We also hold this added distinction: "The Philippines
is third highest in the world (after Indonesia and Brazil,
which are more than 20 times larger) for the number of globally
threatened bird species." Among these, 172 are "endemic"
or unique to the Philippines. And 75 are listed as endangered.
"Most birds today barely survive in a narrow band of
low-land forest around a few mountain peaks," Conservation
International notes. "Illegal logging and clearing for
subsistence farms cut that forest band ever thinner. In some
cases, the damage is greater, sadly definitive and irreversible."

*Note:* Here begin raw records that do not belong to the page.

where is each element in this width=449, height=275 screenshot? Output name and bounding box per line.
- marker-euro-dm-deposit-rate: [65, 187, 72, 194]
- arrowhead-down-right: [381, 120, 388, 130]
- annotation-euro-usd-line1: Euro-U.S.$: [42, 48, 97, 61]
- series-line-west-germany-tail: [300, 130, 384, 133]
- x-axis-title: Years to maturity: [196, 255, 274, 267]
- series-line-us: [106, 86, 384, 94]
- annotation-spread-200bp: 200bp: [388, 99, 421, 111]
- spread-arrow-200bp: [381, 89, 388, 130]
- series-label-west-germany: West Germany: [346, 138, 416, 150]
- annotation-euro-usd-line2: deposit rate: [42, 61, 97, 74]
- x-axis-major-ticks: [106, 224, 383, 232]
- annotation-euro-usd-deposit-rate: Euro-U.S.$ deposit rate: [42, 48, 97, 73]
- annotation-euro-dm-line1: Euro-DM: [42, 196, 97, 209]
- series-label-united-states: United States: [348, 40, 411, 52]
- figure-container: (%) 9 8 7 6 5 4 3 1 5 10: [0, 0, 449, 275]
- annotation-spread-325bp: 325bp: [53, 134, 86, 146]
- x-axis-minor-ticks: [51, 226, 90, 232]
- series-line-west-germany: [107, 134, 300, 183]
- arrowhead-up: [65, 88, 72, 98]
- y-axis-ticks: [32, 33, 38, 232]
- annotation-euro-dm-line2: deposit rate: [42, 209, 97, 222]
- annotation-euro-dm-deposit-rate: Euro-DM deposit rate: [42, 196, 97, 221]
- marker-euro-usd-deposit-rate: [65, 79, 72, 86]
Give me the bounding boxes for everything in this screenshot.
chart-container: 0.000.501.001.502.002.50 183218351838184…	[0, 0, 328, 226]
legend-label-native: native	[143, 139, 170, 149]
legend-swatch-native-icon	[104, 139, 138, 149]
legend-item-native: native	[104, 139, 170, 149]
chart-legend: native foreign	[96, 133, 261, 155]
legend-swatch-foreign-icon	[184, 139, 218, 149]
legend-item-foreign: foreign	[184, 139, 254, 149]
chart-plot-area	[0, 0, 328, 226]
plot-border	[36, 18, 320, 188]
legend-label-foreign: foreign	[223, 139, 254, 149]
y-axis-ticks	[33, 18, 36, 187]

And air guns blast the survivors.
The Philippine barebacked bat is now extinct. "It is
one of the first species to test, and verify, the horrible
prediction of impending extinction for one-third to two-thirds
of the species of mammals unique to the Philippines,"
says Conservation International.
Do these stark facts mean anything to these hunters? We cannot
wait to find out, says Lu. He urges all to save those grisly
website photos before outrage moves the authors to sweep them
under the rug. Those who would like to make common cause can
sign on. Their petition is available on this website address:
http://www.thepetitionsite/I/revolting-local-bird-massacrewebsite.
Perhaps one of the more poignant comments on this "massacre
of the birds" can be found in the graduation address
that National Scientist Dioscoro Umali delivered at the University
of the Philippines just before his death:
"Your children will no longer thrill, as we once did,
to the heart-stopping dive of a hawk. We've stripped the land
of its beauty. And the bitter tragedy is: the victims are
our grandchildren -- flesh of our flesh, bone of our bone."